In recent years, North Korea has tested newly developed cruise missiles that it calls “strategic,” implying an intention to arm them with nuclear weapons. Experts say the primary mission of these weapons would include striking naval assets and ports. Designed to fly like small planes and travel through landscapes that would make them harder to detect by radar, cruise missiles are part of a growing collection of North Korean weapons aimed at crushing missile defenses in the South.

On Wednesday, North Korea fired two short-range ballistic missiles from an area near its capital, Pyongyang. They traveled about 550 kilometers (340 miles) before landing in waters east of the Korean Peninsula.

The missile’s flight distance roughly matched the distance between Pyongyang and the South Korean port city of Busan, where the USS Kentucky on Tuesday made the first visit by a US nuclear submarine to South Korea since the 1980s.

Also on Tuesday, U.S. Private Pvt. Travis King sprinted across the border into North Korea while visiting an inter-Korean truce village.

South Korean army soldiers work outside a military guard post at the Imjingak pavilion in Paju, South Korea, near the border with North Korea, Friday, July 21, 2023. (Ahn Young-joon/AP)

South Korean army soldiers work outside a military guard post at the Imjingak pavilion in Paju, South Korea, near the border with North Korea, Friday, July 21, 2023. (Ahn Young-joon/AP)

North Korean state media has yet to comment on King, and the country has not responded to requests from the United States to clarify where he is being held and what his condition is. US officials have expressed concern for King’s well-being, given North Korea’s brutal treatment of some US detainees.
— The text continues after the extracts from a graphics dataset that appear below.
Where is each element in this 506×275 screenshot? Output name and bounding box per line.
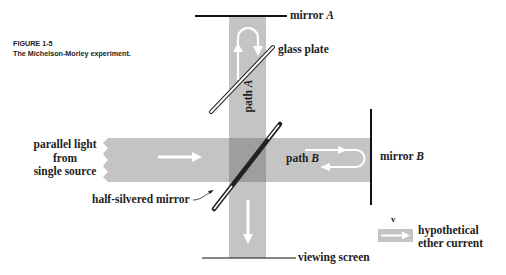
figure-caption: FIGURE 1-5 The Michelson-Morley experime… — [13, 39, 131, 58]
mirror-a-letter: A — [326, 9, 334, 21]
path-a-label: path A — [242, 80, 255, 113]
ether-label-line1: hypothetical — [418, 224, 483, 237]
velocity-symbol: v — [391, 213, 396, 226]
beam-overlap-region — [229, 138, 266, 182]
figure-title: The Michelson-Morley experiment. — [13, 49, 131, 59]
half-silvered-mirror-label: half-silvered mirror — [92, 193, 190, 206]
mirror-b-label: mirror B — [380, 150, 424, 163]
michelson-morley-diagram: FIGURE 1-5 The Michelson-Morley experime… — [0, 0, 506, 275]
source-label-line1: parallel light — [20, 138, 110, 152]
ether-label-line2: ether current — [418, 237, 483, 250]
path-b-label-text: path — [286, 152, 311, 164]
source-label-line3: single source — [20, 165, 110, 179]
mirror-b-label-text: mirror — [380, 150, 416, 162]
glass-plate-label: glass plate — [278, 43, 329, 56]
path-b-letter: B — [311, 152, 319, 164]
ether-current-label: hypothetical ether current — [418, 224, 483, 250]
path-a-label-text: path — [242, 87, 254, 112]
path-b-label: path B — [286, 152, 319, 165]
viewing-screen-label: viewing screen — [298, 251, 370, 264]
mirror-a-label: mirror A — [290, 9, 334, 22]
source-label-line2: from — [20, 152, 110, 166]
figure-number: FIGURE 1-5 — [13, 39, 131, 49]
mirror-a-label-text: mirror — [290, 9, 326, 21]
light-source-label: parallel light from single source — [20, 138, 110, 179]
path-a-letter: A — [242, 80, 254, 88]
mirror-b-letter: B — [416, 150, 424, 162]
It could be weeks or even months before North Korea releases meaningful information about King, analysts say, as the country could extend his detention to maximize leverage and add urgency to U.S. efforts to secure his release.
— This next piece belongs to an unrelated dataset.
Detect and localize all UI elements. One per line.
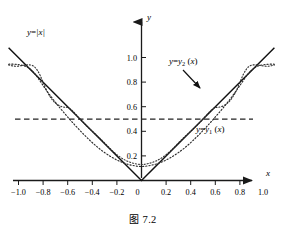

Some experts say the North may try to use King for propaganda purposes or as a bargaining chip to extract political and security concessions from Washington, possibly linking his release to the United States reducing its military activities with South Korea.

“With so many moving parts, it’s important not to attribute causation to a simple correlation of events. But North Korea’s missile provocations do not bode well for an easy negotiation to secure Travis King’s release,” said Leif-Eric Easley, a professor at South Korea’s Ewha University. “Unauthorized border crossings endanger personnel, risk political and even military incident, and can be exploited by North Korean hostage diplomacy.”
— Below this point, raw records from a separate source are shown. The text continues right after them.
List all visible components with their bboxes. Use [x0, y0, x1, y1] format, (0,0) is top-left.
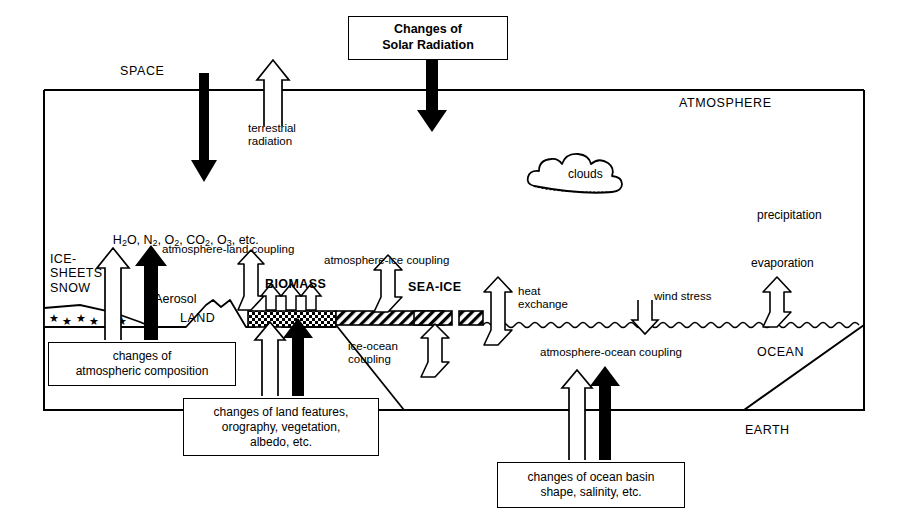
label-evaporation: evaporation — [751, 257, 814, 271]
svg-text:★: ★ — [49, 312, 59, 325]
terrestrial-radiation-arrow — [257, 60, 289, 126]
label-atmosphere: ATMOSPHERE — [679, 96, 772, 110]
atmosphere-composition-formula: H2O, N2, O2, CO2, O3, etc. — [92, 219, 259, 263]
label-space: SPACE — [120, 64, 164, 78]
land-features-hollow-arrow — [255, 322, 285, 396]
label-precipitation: precipitation — [757, 209, 822, 223]
forcing-box-ocean-basin-text: changes of ocean basin shape, salinity, … — [528, 470, 655, 500]
label-terrestrial-radiation: terrestrial radiation — [248, 122, 296, 148]
atmosphere-composition-aerosol: Aerosol — [92, 292, 259, 306]
label-land: LAND — [180, 311, 215, 325]
forcing-box-land-features[interactable]: changes of land features, orography, veg… — [183, 398, 379, 456]
label-atmosphere-composition: H2O, N2, O2, CO2, O3, etc. Aerosol — [92, 190, 259, 335]
forcing-box-ocean-basin[interactable]: changes of ocean basin shape, salinity, … — [497, 462, 685, 508]
svg-text:★: ★ — [62, 315, 72, 328]
ocean-floor-line — [404, 325, 864, 410]
solar-radiation-arrow — [417, 58, 447, 132]
ocean-basin-hollow-arrow — [562, 370, 592, 460]
land-features-black-arrow — [283, 318, 313, 396]
heat-exchange-arrow — [484, 277, 512, 345]
label-wind-stress: wind stress — [654, 290, 712, 303]
label-ocean: OCEAN — [757, 345, 804, 359]
ocean-basin-black-arrow — [590, 366, 620, 460]
evaporation-precipitation-arrow — [763, 277, 791, 327]
label-heat-exchange: heat exchange — [518, 285, 568, 311]
wind-stress-arrow — [632, 300, 658, 334]
label-clouds: clouds — [568, 168, 603, 182]
forcing-box-solar[interactable]: Changes of Solar Radiation — [348, 16, 508, 60]
label-earth: EARTH — [745, 423, 790, 437]
label-atmosphere-ocean-coupling: atmosphere-ocean coupling — [540, 346, 682, 359]
biomass-layer — [248, 311, 336, 327]
label-ice-ocean-coupling: ice-ocean coupling — [348, 340, 398, 366]
forcing-box-atmospheric-composition[interactable]: changes of atmospheric composition — [48, 342, 236, 386]
label-ice-sheets-snow: ICE- SHEETS SNOW — [50, 252, 102, 295]
sea-ice-layer — [336, 311, 483, 325]
forcing-box-atmospheric-composition-text: changes of atmospheric composition — [76, 349, 209, 379]
label-biomass: BIOMASS — [265, 277, 326, 291]
label-atmosphere-ice-coupling: atmosphere-ice coupling — [324, 254, 449, 267]
label-atmosphere-land-coupling: atmosphere-land coupling — [162, 243, 294, 256]
label-sea-ice: SEA-ICE — [408, 280, 462, 294]
forcing-box-solar-text: Changes of Solar Radiation — [382, 22, 474, 53]
climate-system-diagram: ★ ★ ★ ★ ★ ★ — [0, 0, 901, 528]
forcing-box-land-features-text: changes of land features, orography, veg… — [214, 405, 349, 450]
svg-text:★: ★ — [76, 312, 86, 325]
ocean-surface-wavy-line — [483, 323, 859, 328]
The United States and South Korea expanded their combined military exercises and agreed to increase the regional deployment of strategic U.S. assets like bombers, aircraft carriers and submarines in a show of force against North Korea, which has tested around 100 missiles since the start of 2022.

The allies have also launched new rounds of nuclear contingency planning meetings that are aimed in part at allaying South Korean public fears about the North’s growing nuclear threat and silencing voices at home that it should pursue its own deterrence.

North Korea’s defense minister issued a veiled threat on Thursday suggesting that Kentucky’s docking in South Korea could be grounds for a nuclear attack by the North. North Korea has used such rhetoric before, but the comments underscored how strained relations are now.

South Korea’s Defense Ministry on Friday called Kentucky’s deployment and nuclear contingency planning meetings between Washington and Seoul “defensive response measures” to counter the North Korean threat. The ministry said in a statement that it “strongly warns” that any nuclear attack by the North against the allies would be met with an “immediate, overwhelming and decisive response…that would put an end to the North Korean regime.”